In an attempt to estimate the influence of precision and ground state degeneracy in the S28 disorder, we also studied range 6 (R6) instances for which the couplings were randomly drawn from J{±1/6,±2/6,±3/6,±4/6,±5/6,±1}J\in\{\pm 1/6,\pm 2/6,\pm 3/6,\pm 4/6,\pm 5/6,\pm 1\}. The main contrast between R6 and S28 is that the minimum non-zero local field a qubit may experience is much smaller in S28 disorder. Furthermore, in the absence of the Sidon property, the R6 disorder is more susceptible to ground-state degeneracies due to floppy qubits. However, it is less likely to occur than in a smaller range disorder case such as range 3.
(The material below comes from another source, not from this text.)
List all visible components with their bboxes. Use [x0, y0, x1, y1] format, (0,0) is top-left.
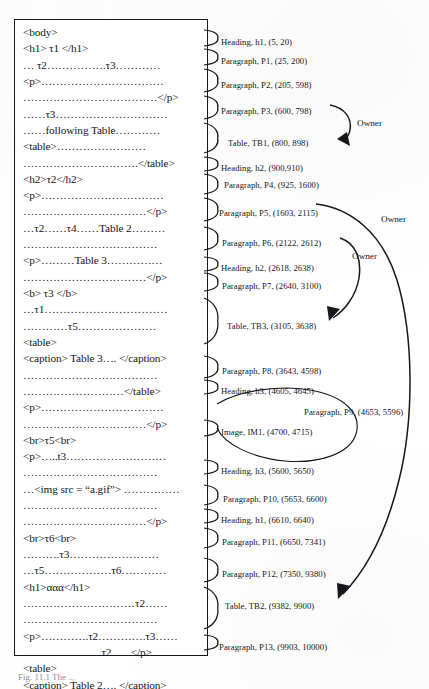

The TTε\operatorname{\text{TT}\varepsilon} scaling for the R6 case is shown in Fig. 6. For a smaller ε=0.75%\varepsilon=0.75\%, the scaling of QAC is better with R6 disorder than S28 disorder (Fig. 2), going from 2.26 to 2.02, then equalizes as ε\varepsilon increases. Perhaps surprIsingly, the opposite is true of U3, which scales worse on R6 disorder at smaller epsilon (2.92 to 3.10) before scaling better than S28 disorder above ε1.1%\varepsilon\approx 1.1\% (2.02 to 1.82). That is, while S28 is overall more challenging than R6 under QAC, low energy sampling of R6 is more challenging for unprotected QA than S28. This is likely caused by the worse relative precision of small coupling strengths in unprotected QA, which would not affect the S28 disorder.